You are probably not interested in elaborating further but I love when you break down why things suck
hah! as a band I don’t think there is anything in my statement worth defending, I personally just don’t think they hold up musically compared to their peers but it’s okay if you do think so. like just for example, I always liked bratmobile more because I thought they got more mileage out of politics by using humor and irreverence but that is very obviously about my personal taste! even when kathleen is trying to be funny or irreverent she isn’t funny or irreverent--this is another aesthetic judgment i make that it is okay to disagree with. like my dislike of bikini kill has always come down to, even beyond the more obvious substantive criticisms!, a) they never were funny in their life imo b) they weren’t irreverent enough--I always always always felt like their songs felt more like obsessive self-conscious idol worship and insecurity re: the critique of “masculinist expertise” or whatever it was that they said. it’s boring hardcore + Good Singer crammed into a critique box--big not my taste. (in a lot of ways the great counter to this is babes in toyland! who were doing the newest and most expansive thing in america kinda, outside of “expertise,” while also lodging some of the exact same critique.) I’d be wiling to hear otherwise, but even the greatest kathleen shills  defenders of our time can’t make any claim that bikini kill did anything important or new or particularly good with the form of music. which is an okay thing not to care about but... i care about it more than other stuff i guess. 

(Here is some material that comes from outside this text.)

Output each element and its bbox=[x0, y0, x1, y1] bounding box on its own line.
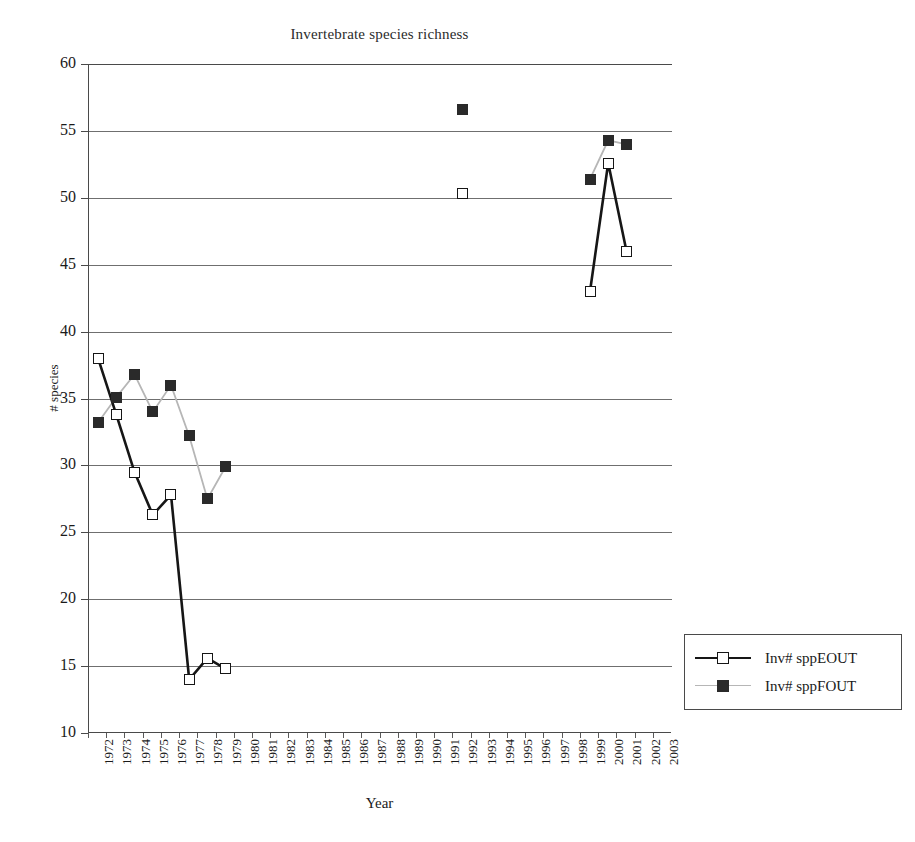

(Looking at that piece again I am reminded of a Breeders pfork review that made the same kind of claims about “coolness” re: Kim Deal, and although the latter had plenty to say about the forms of songs and I don’t disagree, it is just such a wild thing to get hung up on, to me. In the case of Kathleen, it’s like, I thought that was the critique being mounted in the early nineties? Like is this Lifestylism or is it not Lifestylism what is the truth? Are we rehabilitating cool?? But the case of Kim Deal is a great contrast because, as I have said many times before and am in a mood about again, no single person made a bigger contribution to the way that alternative music actually sounds than Kim Deal!) 
this is very naive of me to say, but over the past year I found myself surprised a) to witness another riot grrrl revival and b) to learn that the critiques of riot grrrl that comprised idk half of “women’s music writing” over the past decade were, in fact, the phase! now we have professional Women Writers TM who ascended via Did You Know Riot Grrrl Actually Was Racist writing, Actually, It Was Good Politics All Along, which actually looks in practice like erasing all the things that made Kathleen specifically THE WORST (she is!) and being like “no one will shame me for liking Kathleen Hanna,” like it was only a couple of years ago that she got interviewed about collecting primitive vagina art?? it’s okay to like someone who is the worst but it is weird how we are burying it all over again while arguing that not only are the politics of bk’s music good and fine and something that you have never heard before VERY relevant to 2019 but on those grounds alone they are good music... which is, again, personal taste! this post turned into more grievances against writers, lol sorry...writing is the true enemy.